If your late father {had been attending / *had attended} your wedding tomorrow, he would have been very proud.
('Had been attending' is fine because #Q is determined by #P, which describes a present negative intention or arrangement: 'Your late father isn't attending your wedding tomorrow '. The nonprogressive sentence '*Your late father doesn't attend your wedding tomorrow' cannot be used in this sense, which means that it cannot be the expression of the proposition #P which is true in the present.)

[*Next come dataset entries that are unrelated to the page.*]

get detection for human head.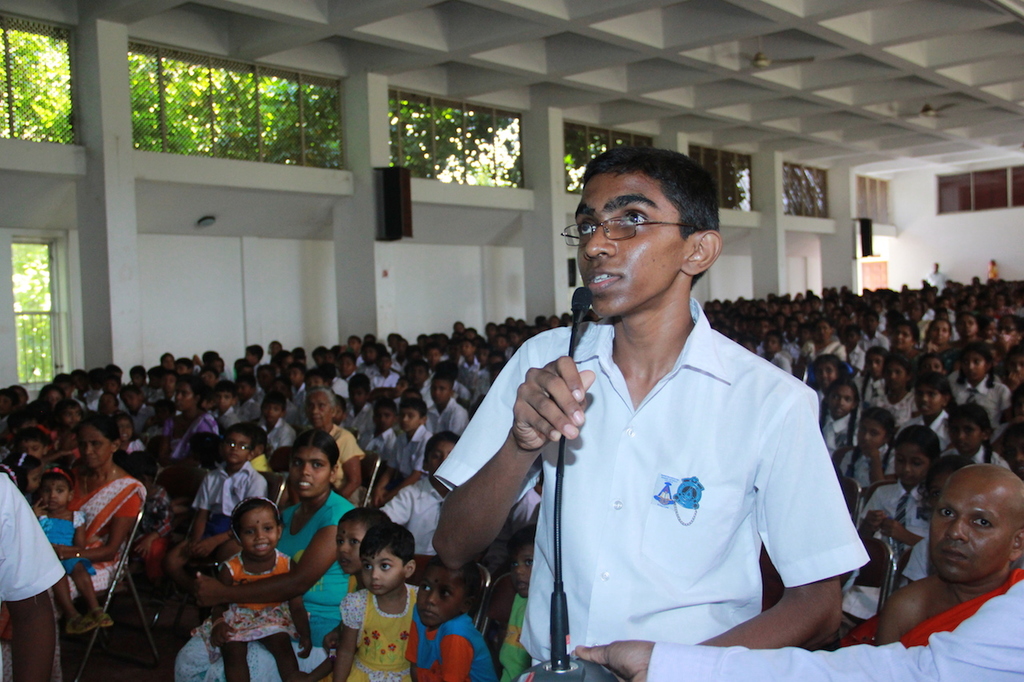
Detection: {"left": 926, "top": 458, "right": 974, "bottom": 507}.
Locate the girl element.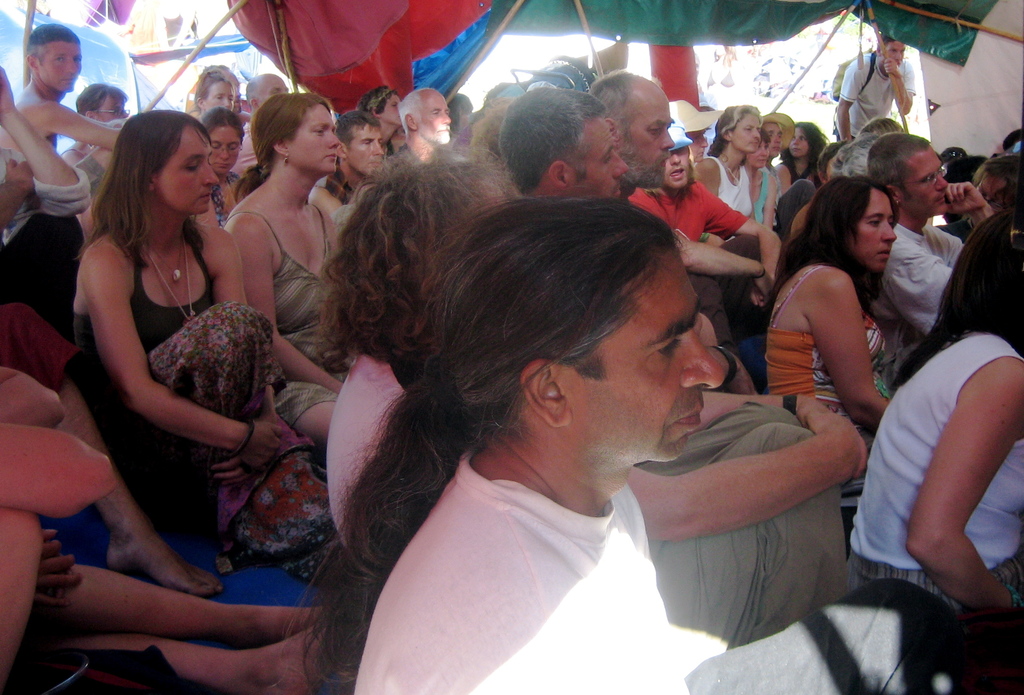
Element bbox: rect(781, 126, 826, 199).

Hi. This example is from Conditionals: A Comprehensive Empirical Analysis. After reading the explanation, I still don’t understand why “had attended” doesn’t work here (marked by *). Could you please explain it?
Thank you.
The explanation centers on the fact that a continuous tense can indicate a time after the time named by the tense. For example, the present continuous can indicate future time: I'm seeing my cousins tomorrow. ~ I'm going to see my cousins tomorrow.
New words, one handy idiom, and a 2-minute quiz — delivered to your inbox to keep your streak alive.
The explanation centers on the fact that a continuous tense can indicate a time after the time named by the tense.
For example, the present continuous can indicate future time:
I'm seeing my cousins tomorrow. ~ I'm going to see my cousins tomorrow.
I'm attending the wedding. ~ I'm going to attend the wedding.